California mother of daughters who were killed by their father speaks out to change law

SACRAMENTO, Calif. — The mother of three girls who were killed by their father at an Arden Arcade church publicly spoke out on Monday, her first remarks since her children were shot Feb. 28.

Around 50 people attended a news conference Monday at the Capitol in support of a bill that would force family court judges to learn more about domestic violence, with the aim of applying that to contested custody cases.

David Mora shot Samia, Samantha and Samarah Gutierrez, ages 13, 10 and 9, during a supervised visit. The visit was sanctioned by a judge despite the man’s history of violence, which was documented in court proceedings. Ileana Gutierrez, the girls’ mother, had been granted a final restraining order against her ex but was obligated to share custody.

Gutierrez, who wore a T-shirt printed with a photo of her daughters, spoke in Spanish after state Sen. Susan Rubio, D-Baldwin Park, who’s sponsoring the bill, and Ana Estevez, the mother of Piqui, another young child who was killed in California by his father.

Rubio summarized Gutierrez’s comments in English: “The victims are not protected.”

Erika Gonzalez, the mother of Yesli Velazquez Gonzalez, a 23-year-old woman found shot to death in Los Angeles June 5 along with her 6-year-old son, Angel, also spoke in Spanish. Gonzalez told the Los Angeles Times that she believes her daughter’s boyfriend killed them. He has been named a person of interest by law enforcement.

A hearing for the bill is scheduled for Tuesday. Rubio named it “Piqui’s Law” after Estevez’s 5-year-old son, who was slain in 2017.

The deaths of Samia, Samantha and Samarah threw family court failures into the spotlight just four months ago, and their story is part of a broader pattern. The Center for Judicial Excellence has found that between 2008 and 2022, at least 851 children were murdered while their families were involved in family court cases. Of the 85 children slain in California, at least 25 died after authority figures ignored or overlooked abuse allegations.

There is evidence that when mothers allege domestic violence in a custody case, the alleged abuser can become more likely to gain custody of their child. George Washington University law professor Joan Meier analyzed 10 years’ of published custody rulings in the U.S. and found that mothers lost custody after saying their ex was abusive 26% of the time. The court disbelieved most mothers’ claims of abuse, but women could lose custody of their children even when a judge did believe them. In 14% of cases in which the judge acknowledged intimate partner violence, mothers still lost custody. When judges believed fathers committed child physical abuse, mothers still lost custody of their endangered children 20% of the time.

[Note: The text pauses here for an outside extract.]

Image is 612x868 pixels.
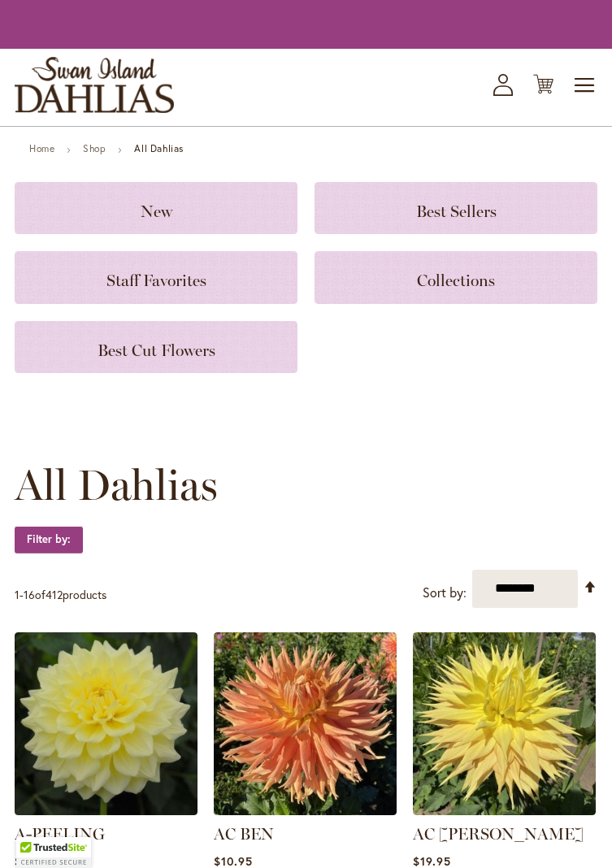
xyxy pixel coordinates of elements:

“Fathers get much more out of custody courts than mothers do,” Meier told the Texas Observer, “at the expense of children.” She’s found that fathers frequently claim in court that the mother is lying to alienate his children from him; sometimes, courts seemed to operate under the assumption that this is happening even when the father does not bring such claims.

Following that pattern, in 2017, a family court granted Piqui’s father partial custody, even though the boy said his father wanted to hurt his mother, and even though Estevez repeatedly told authorities he was a danger to herself and her son and she formally sought a restraining order against him that detailed frightening abuse. The judge deemed him fit to care for the boy. Ultimately, the man admitted that he smothered Piqui to death and left his small body in the woods to spite Estevez.

There have been multiple pieces of legislation in response to Piqui’s murder. In 2018, Assemblywoman Blanca Rubio, D-Baldwin Park, introduced Piqui’s resolution, an unsuccessful bill that, among other things, would have encouraged more records to be kept of domestic violence and custody hearings.

In 2020, Sen. Susan Rubio ushered in a new law that required family court judges to consider coercive control — a psychological form of abuse — when making child custody determinations. Estevez testified in favor of the bill. Speaking before lawmakers, she referenced the way physical violence can be taken more seriously than psychological or emotional abuse. “Had I walked into the courtroom with a black eye or a broken arm,” she said, “perhaps the outcome would be different.”

Now, the senator is championing Piqui’s Law, which would require family court personnel, including judges, to receive ongoing training to better recognize and respond to domestic violence, child abuse and family trauma. In its current iteration, the bill says that the intent is for authorities to “make appropriate custody decisions that prioritize child safety and well-being.”